Upon arrival he found two Pitkin County deputies with a party that looked a lot like Bundy. He also found that no deputy was in control of the situation. Although they should have known Bundy instantly, they did not know that the party they had stopped was in fact Bundy.
Officer Quirk recognized Bundy, took control of the situation, and put Mr. Bundy into custody. Officer Quirk’s actions alleviated a potentially dangerous situation due to the carelessness of the two sheriff’s deputies.
Colorado Bureau of Investigation Report
Type of Report: Intelligence
Nature of Case: Escape from Custody
Reporting Agent: Leo Konkel
DETAILS:
On June 9, 1977, Sheriff Dick Kienast requested that Colorado Bureau of Investigation reporting agent Leo Konkel conduct an internal investigation into the circumstances of Theodore Bundy’s escape. He requested that the facts be sought and that conclusions be made so that he may be aided in discharging his duties, taking whatever corrective action he deemed appropriate.

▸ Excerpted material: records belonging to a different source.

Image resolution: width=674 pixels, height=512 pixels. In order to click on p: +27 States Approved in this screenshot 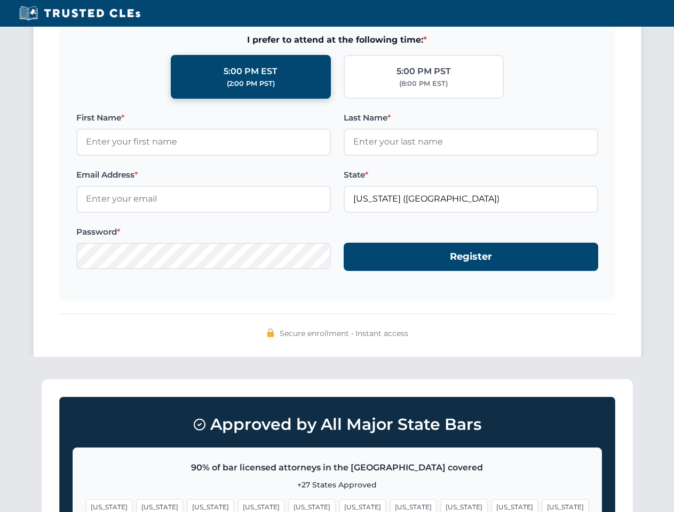, I will do `click(337, 485)`.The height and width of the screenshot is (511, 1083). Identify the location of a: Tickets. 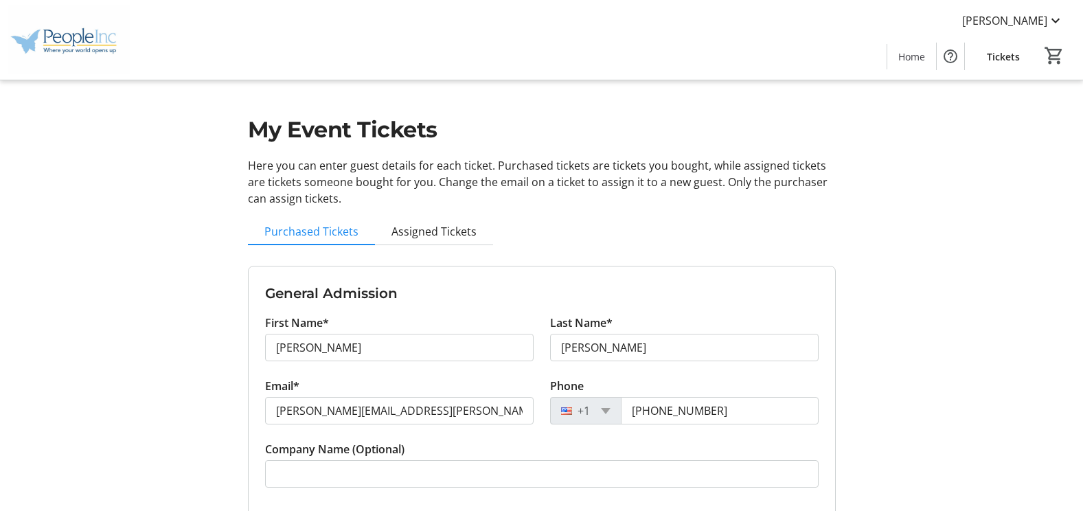
(1003, 56).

On June 10, 1977, at 6:30 p.m., reporting agent interviewed Pitkin County Deputy Sheriff David Westerlund. Deputy Westerlund was a Deputy Sheriff in Minnesota for approximately 26 years, then joined the Pitkin County Sheriff’s Office on July 1, 1976. Westerlund was the deputy directly in charge of Bundy’s security at the time of his escape. Deputy Westerlund stated that his first contact in an official capacity with subject Bundy was on April 11, 1977, when he and Deputy Carol Kempfert transported him from Pitkin County jail to Garfield County jail. Westerlund stated that the transportation was without incident. His next official contact was on the day of the escape. Deputy Westerlund gave the following account of the details as to Theodore Bundy’s escape:
On June 7, 1977, he came on duty at approximately 7:00 a.m. At the morning briefing, he was advised that he would probably aid in the security for the Bundy hearings. At approximately 9:00 a.m., Pitkin County Deputy Sgt. Kralicek and Deputy Murphy brought Bundy into the courtroom, directly to the counsel table. Deputy Murphy was off-duty and was discharged by Kralicek after Bundy was secured in the courtroom. He was not handcuffed nor restrained in any other manner. None of the deputies in the courtroom were armed, as is the understood policy of Judge Lohr’s courtroom.

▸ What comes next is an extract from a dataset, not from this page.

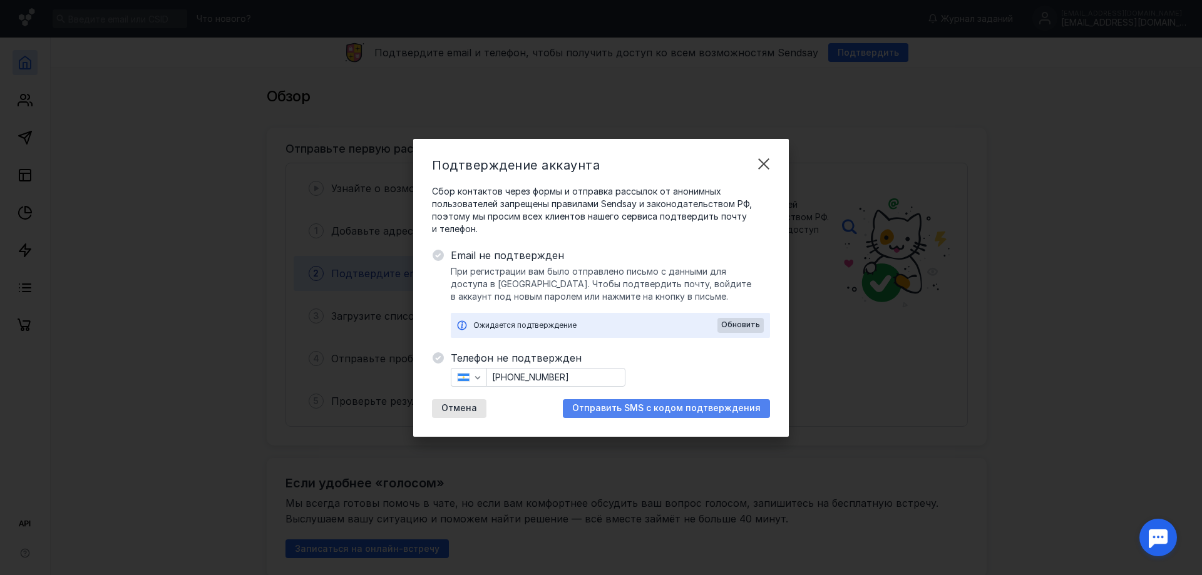 The width and height of the screenshot is (1202, 575). What do you see at coordinates (740, 325) in the screenshot?
I see `button: Обновить` at bounding box center [740, 325].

At about 9:10 a.m, Westerlund sat down beside Sgt. Kralicek, who was seated on the second public bench, which is located near the door. The defendant was seated at the counsel table within the railed-in area normally reserved for attorneys and their clients who are parties to actions. Shortly after entering the courtroom, Kralicek said he had some matters to take care of downstairs in the Sheriff’s Office, and indicated that he, (Westerlund) was to watch Bundy. He was not given any special instructions. At approximately 10:30 a.m., Judge Lohr called a recess, and all of the people (with the exception of Bundy and Westerlund) left the courtroom. Bundy began pacing in and about the rail enclosed area and around the clerk’s office. Westerlund paced a few times with Bundy, and then just remained stationary.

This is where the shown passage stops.